April 04, 2005

Longworth v. Commissioner, No. 04-5350 (6th Cir. April 4, 2005)

Martin The Sixth Circuit, in an opinion by Circuit Judge Boyce F. Martin, Jr., affirms the denial of disability benefits for a 52 year old high school grad and certified nurse's aide who alleged disability due to a adhesive capsulitis in her shoulders and mental retardation. The ALJ accepted the conclusion of psychologists who administered the WAIS-R that Ms. Longworth was malingering and that her IQ results were not reliable:

"Longworth’s claim that she is mentally impaired by virtue of her extremely low intelligence level is contradicted by the express diagnosis by Ms. Garland and Dr. Seidner that Longworth malingered on her IQ test. Ms. Garland and Dr. Seidner estimated Longworth’s intelligence to be well within the borderline to low average range and Dr. Pestrak found no severe mental impairments. Moreover, the fact that Longworth worked consistently and successfully as a nursing aide for fifteen years weighs heavily against her claim of severe mental impairment. If Longworth’s intelligence level truly was in the bottom tenth percentile, the Dictionary of Occupational Titles indicates that she would have been unable to perform her job as a nursing assistant. See Dictionary of Occupational Titles, 355.674-014."
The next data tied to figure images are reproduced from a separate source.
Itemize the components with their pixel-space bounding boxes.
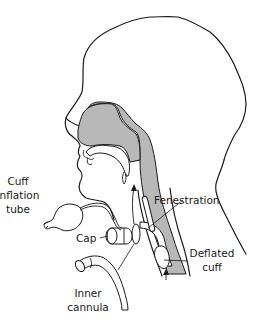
cap-end bbox=[107, 228, 117, 244]
neck-back-outline bbox=[216, 160, 246, 254]
label-inner-cannula-2: cannula bbox=[67, 301, 109, 313]
label-cap: Cap bbox=[76, 232, 97, 244]
label-cuff-inflation-tube-1: Cuff bbox=[7, 175, 29, 187]
inner-cannula-leader bbox=[118, 244, 134, 270]
airflow-arrowhead bbox=[131, 184, 137, 191]
label-fenestration: Fenestration bbox=[154, 194, 220, 206]
label-deflated-cuff-1: Deflated bbox=[190, 247, 235, 259]
label-inner-cannula-1: Inner bbox=[74, 287, 102, 299]
flange bbox=[132, 224, 140, 244]
label-deflated-cuff-2: cuff bbox=[202, 261, 222, 273]
pilot-balloon bbox=[44, 204, 83, 231]
label-cuff-inflation-tube-3: tube bbox=[6, 203, 30, 215]
airflow-arrow bbox=[133, 188, 135, 224]
tracheostomy-diagram: Cuff inflation tube Cap Fenestration Def… bbox=[0, 0, 266, 319]
deflated-cuff bbox=[155, 246, 170, 269]
tongue bbox=[86, 145, 130, 176]
label-cuff-inflation-tube-2: inflation bbox=[0, 189, 39, 201]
The ALJ also found that she could perform light work with limitations. A vocational expert identified jobs that fit within the ALJ's limitations.

The Court rejected Longworth's request to remand in light of new evidence: "Longworth’s briefly worded and conclusory claim is that an IQ test taken in 2002 provides new and material evidence that she is disabled. The district court concluded that this evidence is 'largely cumulative of evidence and opinions already present in the record.' We see no reason to disturb this finding."
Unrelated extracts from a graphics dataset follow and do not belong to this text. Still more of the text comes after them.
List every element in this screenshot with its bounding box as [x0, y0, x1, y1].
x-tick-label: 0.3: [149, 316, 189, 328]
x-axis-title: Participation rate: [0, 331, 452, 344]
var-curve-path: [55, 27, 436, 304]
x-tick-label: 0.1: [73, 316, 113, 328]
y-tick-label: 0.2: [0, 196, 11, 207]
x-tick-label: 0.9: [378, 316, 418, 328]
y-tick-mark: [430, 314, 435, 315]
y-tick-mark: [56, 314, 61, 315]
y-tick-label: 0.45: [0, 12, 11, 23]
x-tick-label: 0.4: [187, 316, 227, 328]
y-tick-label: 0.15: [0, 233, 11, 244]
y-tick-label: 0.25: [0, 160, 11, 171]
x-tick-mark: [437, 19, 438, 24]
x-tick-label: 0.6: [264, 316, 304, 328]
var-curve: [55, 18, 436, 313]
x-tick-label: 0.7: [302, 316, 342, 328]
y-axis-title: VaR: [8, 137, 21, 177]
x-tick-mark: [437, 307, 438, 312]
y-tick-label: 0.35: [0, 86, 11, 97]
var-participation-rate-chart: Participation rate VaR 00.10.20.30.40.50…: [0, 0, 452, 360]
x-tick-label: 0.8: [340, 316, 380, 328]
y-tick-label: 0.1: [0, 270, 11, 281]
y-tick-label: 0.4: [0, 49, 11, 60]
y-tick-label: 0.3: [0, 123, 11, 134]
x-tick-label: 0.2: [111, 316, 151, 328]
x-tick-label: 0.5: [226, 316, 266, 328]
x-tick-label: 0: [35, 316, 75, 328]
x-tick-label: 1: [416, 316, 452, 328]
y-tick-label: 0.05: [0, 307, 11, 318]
April 4, 2005 at 05:06 PM in 6th Cir. | Permalink

August 02, 2004

Wilson v. Commissioner, No. 02-00197, __ F.3d __ (6th Cir. August 2, 2004)

The Sixth Circuit, in a significant opinion by Judge Ronald L. Gilman, vacated and remanded the District Court's decision affirming the ALJ's denial of benefits. The Court discusses at length the ALJ's duty to explain his reasons for rejecting a treating physician's opinion and finds that the ALJ failed in this case to articulate sufficient reasons for discounting that opinion, that this was not harmless error and that reasons advanced after the fact by agency counsel and the district court did not cure the defect. An excerpt:

The ALJ’s failure to give “good reasons” for not crediting DeWys does not constitute harmless error, notwithstanding the district court’s reasoning and the Commissioner’s argument on appeal. The district court stated that it “appears” that “the ALJ may have incorrectly interpreted Dr. DeWys’s opinion as articulating only those limitations from which [Wilson] was then suffering, rather than recognizing that Dr. DeWys had determined that such limitations originated on December 31, 1993.” . . . The Commissioner asserts that the ALJ’s rejection of DeWys’s opinion is supported by substantial evidence, as the ALJ “could” have relied on evidence in the record—namely, Wilson’s testimony and the opinions of two consulting physicians, which, according to the Commissioner, contradict DeWys’s opinion—to reject the opinion.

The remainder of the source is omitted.